Michael John Denton is a British-Australian proponent of intelligent design and a Senior Fellow at the Discovery Institute's Center for Science and Culture. He holds a PhD degree in biochemistry. Denton's book, Evolution: A Theory in Crisis, inspired intelligent design proponents Phillip Johnson and Michael Behe.

<i>Uncommon Dissent</i>

Uncommon Dissent: Intellectuals Who Find Darwinism Unconvincing is a 2004 anthology edited by William A. Dembski in which fifteen intellectuals, eight of whom are leading intelligent design proponents associated with the Discovery Institute's Center for Science and Culture (CSC) and the International Society for Complexity, Information and Design (ISCID), criticise "Darwinism" and make a case for intelligent design. It is published by the publishing wing of the paleoconservative Intercollegiate Studies Institute. The foreword is by John Wilson, editor of the evangelical Christian magazine Christianity Today.
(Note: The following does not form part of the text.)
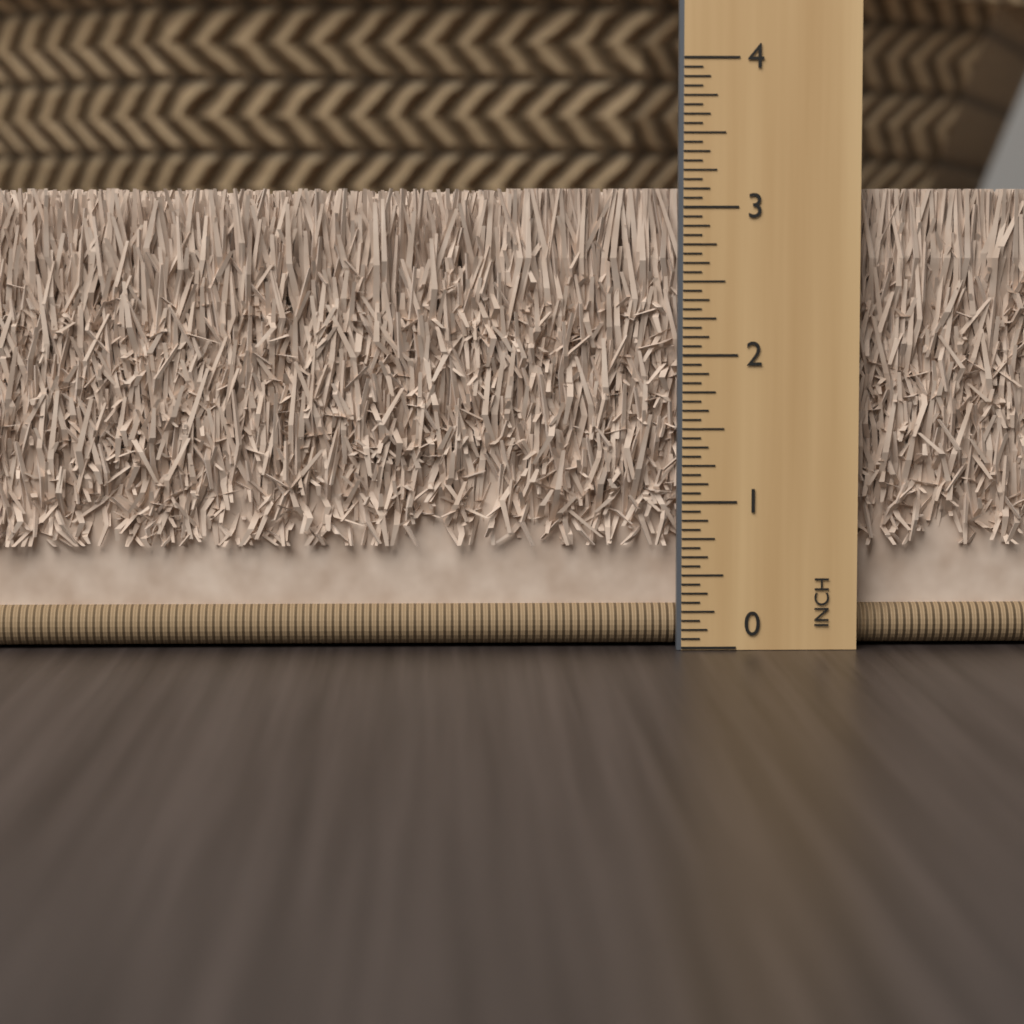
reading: 3.1250 in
The title is a pun on the principle of biology known as common descent. The Discovery Institute is the engine behind the intelligent design movement.
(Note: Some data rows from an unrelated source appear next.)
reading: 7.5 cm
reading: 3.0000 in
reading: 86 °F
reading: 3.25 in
<span class="mw-page-title-main">Objections to evolution</span> Arguments that have been made against evolution

Objections to evolution have been raised since evolutionary ideas came to prominence in the 19th century. When Charles Darwin published his 1859 book On the Origin of Species, his theory of evolution initially met opposition from scientists with different theories, but eventually came to receive overwhelming acceptance in the scientific community. The observation of evolutionary processes occurring has been uncontroversial among mainstream biologists since the 1940s.

<i>The Edge of Evolution</i>

The Edge of Evolution: The Search for the Limits of Darwinism is an intelligent design book by Discovery Institute fellow Michael Behe, published by the Free Press in 2007. Behe argues that while evolution can produce changes within species, there is a limit to the ability of evolution to generate diversity, and this limit is somewhere between species and orders. On this basis, he says that known evolutionary mechanisms cannot be responsible for all the observed diversification from the last universal ancestor and the intervention of an intelligent designer can adequately account for much of the diversity of life. It is Behe's second intelligent design book, his first being Darwin's Black Box.

<span class="mw-page-title-main">Intelligent design and science</span> Relationship between intelligent design and science

The relationship between intelligent design and science has been a contentious one. Intelligent design (ID) is presented by its proponents as science and claims to offer an alternative to evolution. The Discovery Institute, a politically conservative think tank and the leading proponent of intelligent design, launched a campaign entitled "Teach the Controversy" which claims that a controversy exists within the scientific community over evolution. The scientific community, however, rejects intelligent design as a form of creationism. The basic facts of evolution are not a matter of controversy in science.

References

  1. Shallit expert report, Kitzmiller v. Dover Area School District
  2. 1 2 3 Stenger, Victor (December 2000). "The Emperor's New Designer Clothes". Skeptical Inquirer. Archived from the original on 2008-03-13. Retrieved 2008-07-17.
  3. How to Evolve Specified Complexity by Natural Means, Matt Young
  4. 1 2 The Design Detectives Archived 2007-02-25 at the Wayback Machine , Jason Rosenhouse. Assistant Professor, Mathematics, James Madison University
  5. Steven Schafersman, "Michael Behe and Intelligent Design". Archived from the original on October 12, 2007. Retrieved 2008-07-10.{{cite web}}: CS1 maint: bot: original URL status unknown (link) on National Public Radio "Talk of the Nation"
  6. ""Intelligent Design" Not Accepted by Most Scientists". National Center for Science Education. September 10, 2002. Retrieved 2009-11-12.